Sleep deprivation is the condition of not having enough sleep. It’s impact severe on our brain functions, with dangerous consequences arising in daily life.

However, many studies focused on how sleep affects on our body function, and how it impacts the brain.Some studies suggest that sleep may be key in visual learning, memory consolidation, and necessary unlearning.

New research from the David Geffen School of Medicine at the University of Los Angeles, California (UCLA) confirms that sleep-deprived people experience memory lapses and also faces distorted visual perception, the communication between neurons is temporarily impaired.

Senior study author Dr. Itzhak Fried, said, we discovered that starving the body of sleep also robs neurons of the ability to function properly. This paves the way for cognitive lapses in how we perceive and react to the world around us.

Origin of seizures

The researchers tested on 12 epilepsy patients, who had electrodes implant in their brains, for testing origin of seizures.

While in experiment, researchers given a categorization task to participants in which they had to sort different images into categories as quickly as possible.

In task, the researchers focused on the electrical activity in the temporal lobe of the brain, which associate with memory and visual recognition. However, the scientists noticed that the sleepier and tired participants perform slowly.

Spinonews

Co-author Dr. Yuval Nir, said, the act of seeing the pedestrian slows down in the driver’s over-tired brain. It takes longer for his brain to register what he’s perceiving.”

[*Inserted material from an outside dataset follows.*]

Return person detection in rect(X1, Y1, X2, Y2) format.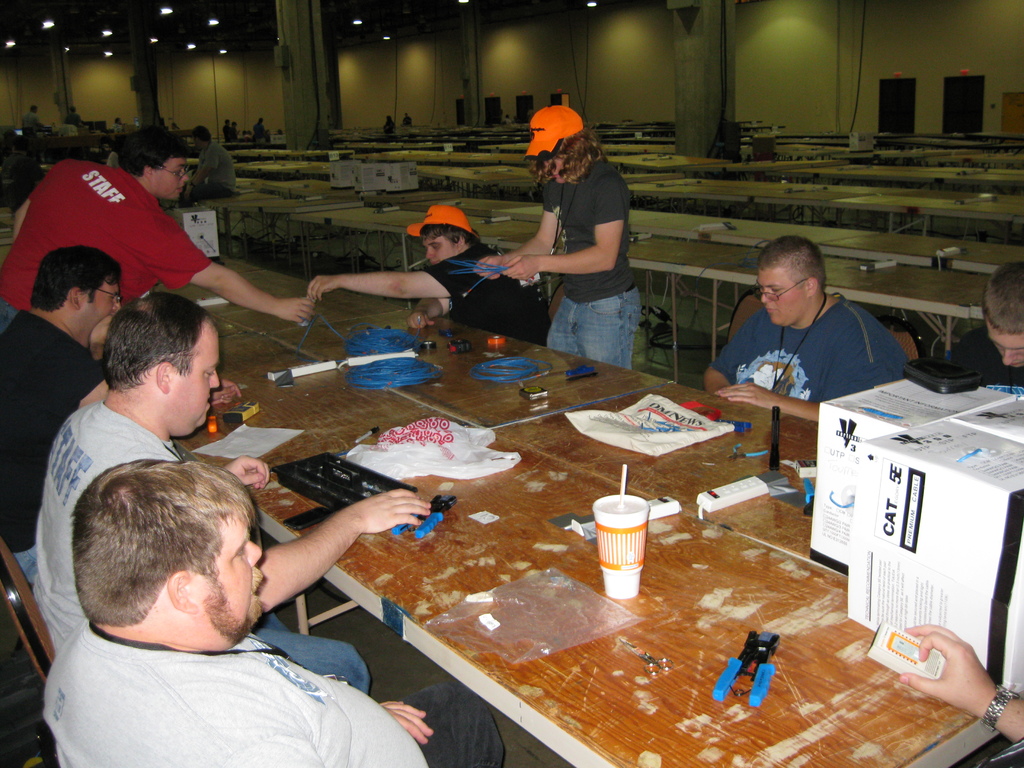
rect(504, 113, 514, 124).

The study also found that brain cells that took longer to respond associate with slower brain waves.

“Slow sleep waves disrupted the patients’ brain activity and performance of tasks,” explains Dr. Fried. This phenomenon suggests that select regions of the patients’ brains dozing, causing mental lapses.

The researchers demand that sleep deprivation should take much more seriously than it currently, given its real dangers.